Tim shakes his head in exasperation but decides to let it go.

“And Dancey, what does he—”

Erin interrupts me. “Now
he
is all bad.”

I look at the others for a rebuttal of this blunt assessment.

“He thinks he’s God,” Joe says. “He wants to shape the department in his own image. Don’t they all? And wouldn’t you?”

“He keeps dropping these ominous hints about Medieval and Renaissance Studies, and Erin, you said this is about Bob Morgan’s job, but is there more to it?”

I can tell just by the expression on Tim’s face that there is more to it.

“Listen, guys,” I add a little severely, “one of the reasons I applied for this job is the excellence of Ardrossan’s Early Modern Studies program. If Dancey is scheming to pull the plug on the English Lit side of that, where will that leave me?”

“It’s a game of dominoes.” Tim at last seems ready to give me a comprehensible answer. “For twenty years and more, Rich Westley and Bob Morgan were a fixture in this department—Bob with his Medieval English Language and Literature, Rich with his Native American Culture and Dialects. Cultural Studies was big. These days—who cares? The pendulum is swinging back to hard science. The worst-case scenario—from your point of view, Anna—is that the professorship of Medieval English Literature will be re-designated as something like Aesthetics and Cognitive Science, to operate as a docking station for the new Center for—whatsit?”
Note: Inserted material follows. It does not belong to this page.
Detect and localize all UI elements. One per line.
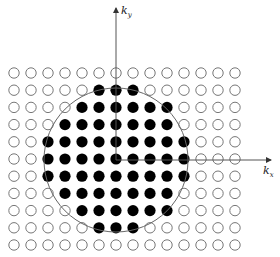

“Institute for Cognitive Science, Linguistics and Psychology,” Joe says.

“Hornberger’s baby.” I nod. “Dancey told me about that. He suggested Dolph and I convene a conference there, about Renaissance art and neuroesthetics.”

“He did?”

“Yeah, but I mean…like hell.”

“Don’t be stupid, Anna!” Erin reaches over and grabs my wrist for emphasis. “This was Dancey’s offer to join his camp! With Dancey, it’s very simple. You’re either for him or you’re against him. And you can’t afford to be against him.” She turns to her colleagues. “Don’t you agree that was an offer Anna can’t refuse?”
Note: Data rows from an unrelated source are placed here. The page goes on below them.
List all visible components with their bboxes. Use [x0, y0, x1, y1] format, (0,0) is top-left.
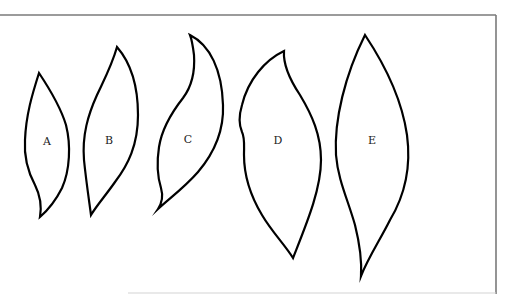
leaf-outline-c — [158, 35, 223, 209]
leaf-outline-b — [84, 47, 138, 215]
leaf-shape-c: C — [158, 35, 223, 209]
leaf-label-c: C — [184, 133, 192, 146]
leaf-shapes-figure: A B C D E — [0, 0, 510, 295]
leaf-label-b: B — [105, 134, 113, 147]
leaf-label-d: D — [274, 134, 283, 147]
leaf-label-a: A — [42, 135, 52, 148]
leaf-shape-a: A — [25, 73, 69, 217]
leaf-shape-e: E — [336, 35, 408, 276]
leaf-label-e: E — [368, 134, 376, 147]
leaf-outline-e — [336, 35, 408, 276]
leaf-shape-d: D — [240, 51, 321, 258]
leaf-shape-b: B — [84, 47, 138, 215]
leaf-outline-d — [240, 51, 321, 258]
They agree. Reluctantly, but unanimously.

“I don’t think it was an offer,” I say, drowning. “It felt more like a taunt. And the whole idea behind it is to pull the rug out from under my own discipline!”

“If we want to remain at the cutting edge, we need to reinvent ourselves!”

“Wait, so are you telling me that Dancey and Hornberger will trade in Medieval Literature and the Piedmont Center for Area Studies for a share in this new Institute for Cognitive Science? Is that the deal?”

“Can’t make an omelet without breaking some eggs.” Joe shrugs, and the others avoid my eyes.

“If any of this can still be stopped, it’s by a department chair who will take on Dancey and make sure that Medieval and Renaissance Studies isn’t bled dry.” Erin counts some money onto the table and slips on her jacket. “It would have been in Giles’s own interest to take the chair. See what I mean when I say he doesn’t care?”